Cesare: A Novel of War-Torn Berlin

  • By Jerome Charyn
  • Bellevue Literary Press
  • 368 pp.

A haunting, dystopian tale of the Third Reich.

Cesare: A Novel of War-Torn Berlin

With 50 published works to his credit so far, Jerome Charyn, American literary luminary and protean master of language, is now in his ninth decade. Cesare is Charyn’s latest. Often shocking and occasionally confounding, this darkly resonant novel is a dystopian rendering of World War II Germany on the cusp of its slow slide into defeat.

In this convention-upturning tour de force, Charyn offers a bleakly unforgiving portrayal of the arriviste Nazi establishment at the pinnacle of Berlin culture in the early and mid-1940s. His Berlin is a hateful, violent, and hypocritical precinct, and one steeped in bitter contradiction, notably in the Nazis’ treatment of the Jews.

On one hand, driven by the zealots among them, the Nazis are blithely willing to round up and ship Juden off to the camps or, in captured lands, to murder them outright:

“He’d watched Colonel Joachim stand in his field car like a circus performer, on the shoulders of his men, and shoot at rabbis and high school teachers and Jewish children in the ruined streets of Warsaw…There was a horrific storm of dust and blood. The rubble seemed to rise up off the wreckage with a whisper and a will of its own; it whipped strings of blood into the faces of the SS, blinded them, until they had to look for shelter in the dusty caverns of their field cars.”

On the other hand, lulled by indifference or concupiscent torpor, many of Charyn’s ardent Nazi officials look the other way when it comes to Jewish craftspeople, entertainers, and sex workers, particularly those of “mixed” ancestry.

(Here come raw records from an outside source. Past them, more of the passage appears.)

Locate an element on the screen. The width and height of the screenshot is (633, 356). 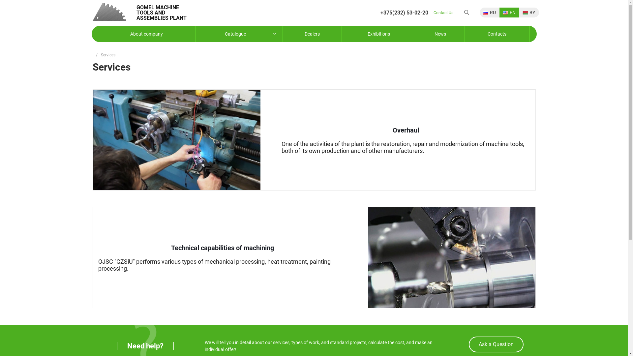
Services is located at coordinates (108, 55).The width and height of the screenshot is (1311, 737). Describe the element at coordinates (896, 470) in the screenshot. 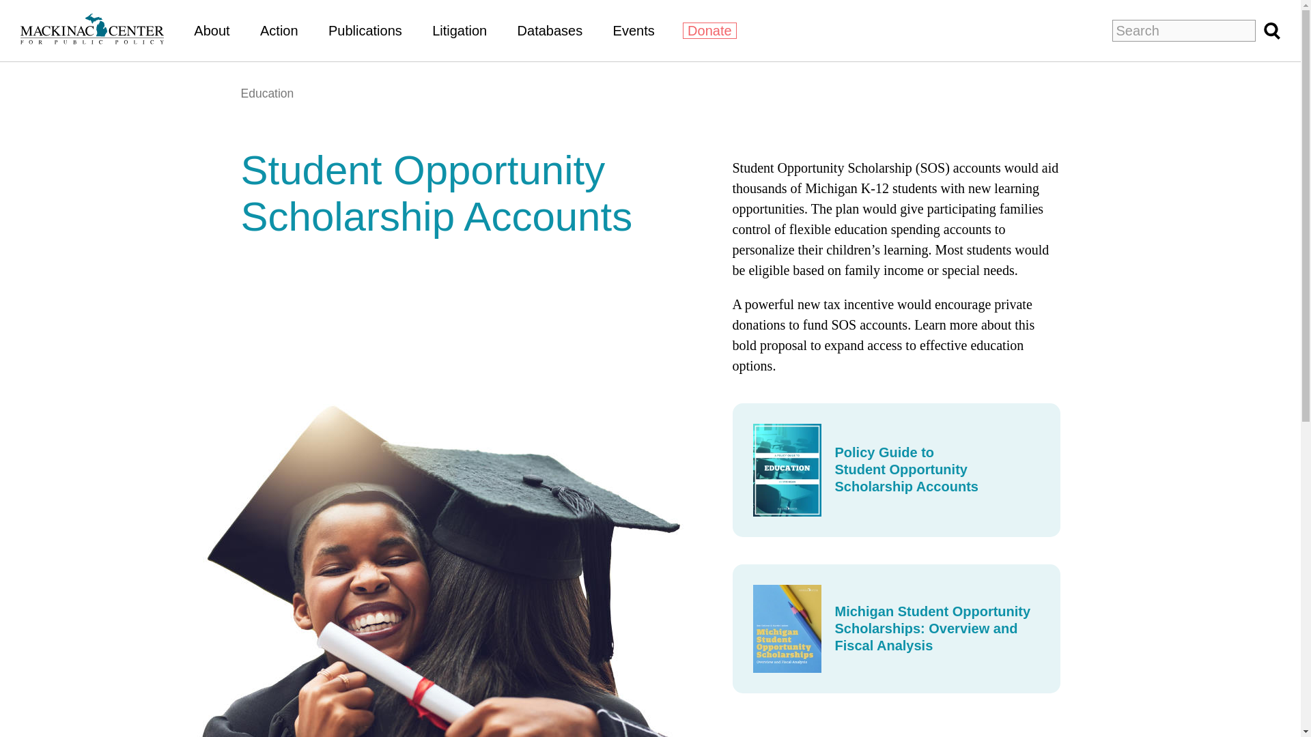

I see `Policy Guide to Student Opportunity Scholarship Accounts` at that location.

It’s a world turned upside-down, Charyn’s Germany. Here, erotic and romantic love do occasionally intertwine but are inevitably tinged with the imperative to hurt, even injure. Just such a love duo drives the narrative in Cesare, drawing perversely on a familiar trope: the Arthurian love triangle, where the younger wife of a powerful husband takes a warrior lover.

In Cesare, protagonist Erik Holderman is the smitten one. The object of his affection ⸺ or, more aptly, his obsession — is Lisalein, the half-Jewish, violence-prone, and sexually eclectic wife of a high Gestapo official. Erik and Lisalein’s affair, anti-typically, is often aggressive, inspired by a smoldering vein of under-the-surface desire that flares up, nearly spent, in the final pages of the novel.

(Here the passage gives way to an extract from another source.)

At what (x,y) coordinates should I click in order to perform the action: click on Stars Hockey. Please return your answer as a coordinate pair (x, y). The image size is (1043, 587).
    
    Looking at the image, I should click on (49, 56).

Erik is a surrogate son to Admiral Wilhelm Canaris, head of the Abwehr, the Nazi intelligence corps. Erik, a nearly legendary source of terror to doctrinaire Nazis and the general populace alike, is known as Cesare, after the coffin-sleeping assassin in “The Cabinet of Dr. Caligari,” a groundbreaking German silent film released in 1920.

He is universally feared as a superhuman embodiment (a peculiar ubermensch?) of the filmic Caligari’s sleep-walking murderer. Both are seemingly unstoppable killing machines. Ironically, like both the historical and the fictional Canaris, Erik secretly opposes the Reich and surreptitiously helps Jews in hiding (“submariners”) escape the country.

Throughout, Cesare draws allusively on the expressionist energy of its silent-film prototype, which itself goes against orthodoxy in its nightmare-evoking visual style. Celebrated as the first horror film, “The Cabinet of Dr. Caligari” is also a thinly veiled allegory about the abuses of governmental power and the hypnotic spell a demonic, authoritarian leader can cast on his followers.

That “Caligari” was released a century (to the year) before Charyn’s Cesare would seem to add authorial bite to the parallel.

Don’t pick up Cesare expecting a wartime thriller or an uplifting love intrigue, despite what its subtitle might promise. Charyn sets these ⸺ and several other ⸺ conventional formulas in play here, though hollowed-out and zombie-like, to push his story along. They’re intentionally alienating, in the Brechtian sense, and bleakly unsatisfying.

An underlying anger, a bitterness, drives this novel. And it’s entirely earned, as history has told us.

Bob Duffy, a former academic and ad-agency vice president, is a Maryland author and reviewer.